Have a good weekend.
Massachusetts
Massachusetts Top Cop Off the Hook for Secret Recording Program
The head of the Massachusetts State Police can’t be sued for an alleged program that secretly recorded officers’ phone conversations with civilians and used them to bring criminal charges, the First Circuit said Thursday.
A group of Massachusetts residents filed a putative class against against Superintendent Geoffrey Noble, as well as Motorola and other companies, over the secret recordings, which were used to propose criminal charges in at least 181 cases without prosecutors’ knowledge, the three judge panel said.
The opinion by Circuit Judge Seth Aframe said the residents, led by Jason Courtemanche, failed to show how they’d be directly …
Massachusetts
How Hard Health Care Hits MA Family Budgets
Massachusetts families are spending 8% of their monthly income on health care, according to a new study. That puts the Bay State toward the higher end of the scale, coming in at No. 12 in the country.

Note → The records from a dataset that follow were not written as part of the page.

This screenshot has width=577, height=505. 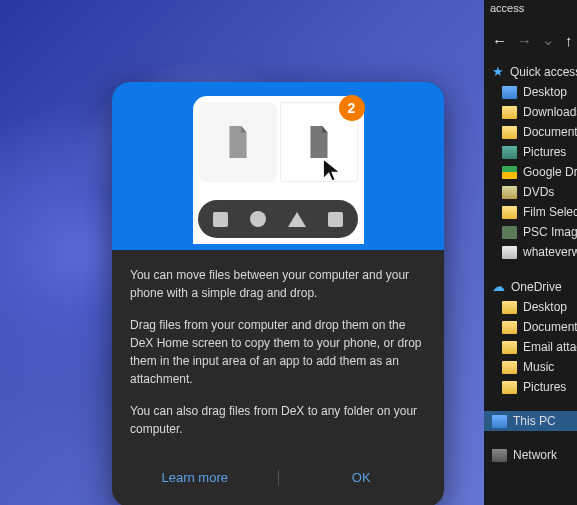 I want to click on dialog-para-1: You can move files between your computer…, so click(x=278, y=284).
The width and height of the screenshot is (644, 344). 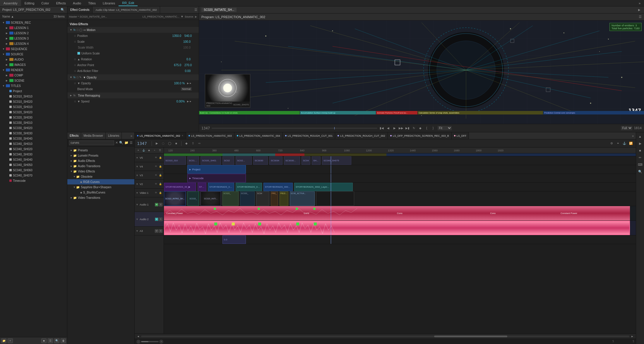 I want to click on new-bin-btn: 📁, so click(x=4, y=341).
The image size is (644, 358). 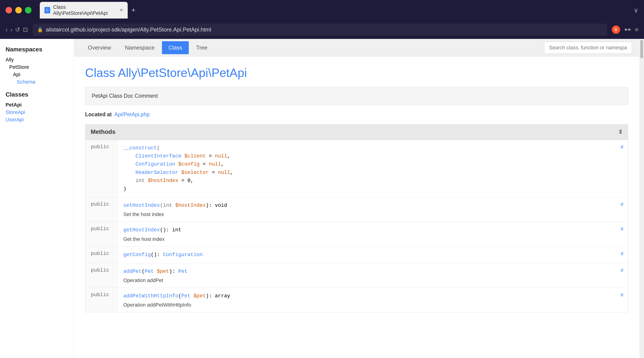 What do you see at coordinates (98, 114) in the screenshot?
I see `located-at-label: Located at` at bounding box center [98, 114].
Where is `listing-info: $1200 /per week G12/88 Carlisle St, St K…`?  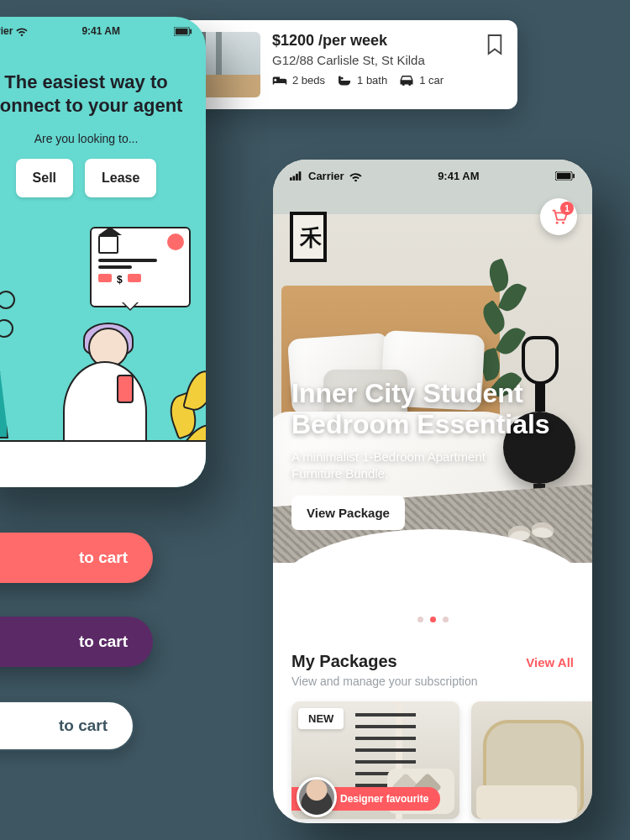 listing-info: $1200 /per week G12/88 Carlisle St, St K… is located at coordinates (373, 59).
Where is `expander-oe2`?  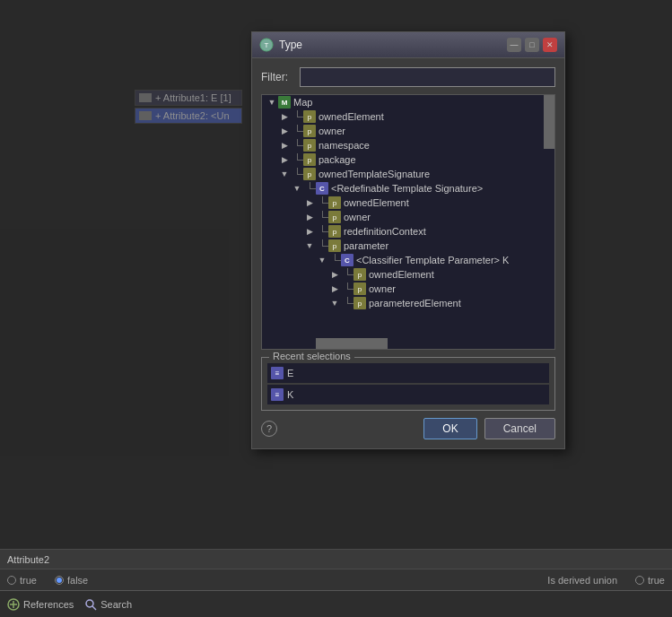 expander-oe2 is located at coordinates (310, 203).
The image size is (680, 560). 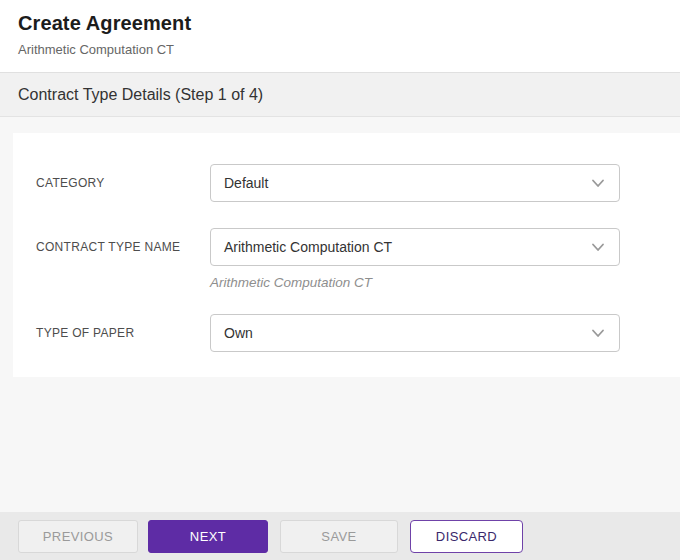 I want to click on section-title: Contract Type Details (Step 1 of 4), so click(x=140, y=95).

The analysis from personal finance website WalletHub examined where people are spending the most and the least on health care.
Alaska was No. 1 in the U.S., spending over 10% of their income on health care. On the other end of the scale, Utah residents spend 5% of their income on health care.
“Sharp increases in health care costs in recent years have made it difficult for some people to seek essential care,” WalletHub Analyst Chip Lupo said. “Even in states with lower-than-average health care prices, residents’ incomes may not be enough to keep up with the cost, especially since virtually every part of Americans’ budgets have been impacted by inflation over the past few years.”
To determine how much families are spending, WalletHub analyzed the prices of five key health care components across all 50 states, then combined those costs and compared them with each state’s median household income.
Read more: 1 MA Town Among 250 Best Places To Live In US News Ranking
Massachusetts spends the most on health care compared to other states in the region, according to the study. Vermont is the next-highest state in the Northeast, ranking at No. 14 with residents spending 7.98% of their income on health care.
Here are the top 10 states where people are spending the most on health care:
- Alaska
- Oregon
- Maine
- Mississippi
- West Virginia
- New Mexico
- North Carolina
- Montana
- South Dakota
- Louisiana
Check out the full study at WalletHub.